━━ INPUT FOR THIS TASK ━━

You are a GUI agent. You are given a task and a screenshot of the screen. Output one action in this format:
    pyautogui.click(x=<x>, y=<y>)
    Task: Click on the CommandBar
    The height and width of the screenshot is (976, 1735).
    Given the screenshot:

━━━
━━ INPUT FOR THIS TASK ━━

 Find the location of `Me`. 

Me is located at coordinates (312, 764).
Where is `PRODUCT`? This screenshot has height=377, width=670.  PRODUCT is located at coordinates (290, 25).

━━━

> **WORK TO BE COMPLETED**:
Apply a filter for "width" to the entries and show each line that passes.

> **TASK SOLUTION**:
    The height and width of the screenshot is (976, 1735).
Where is `PRODUCT`? This screenshot has height=377, width=670.  PRODUCT is located at coordinates (290, 25).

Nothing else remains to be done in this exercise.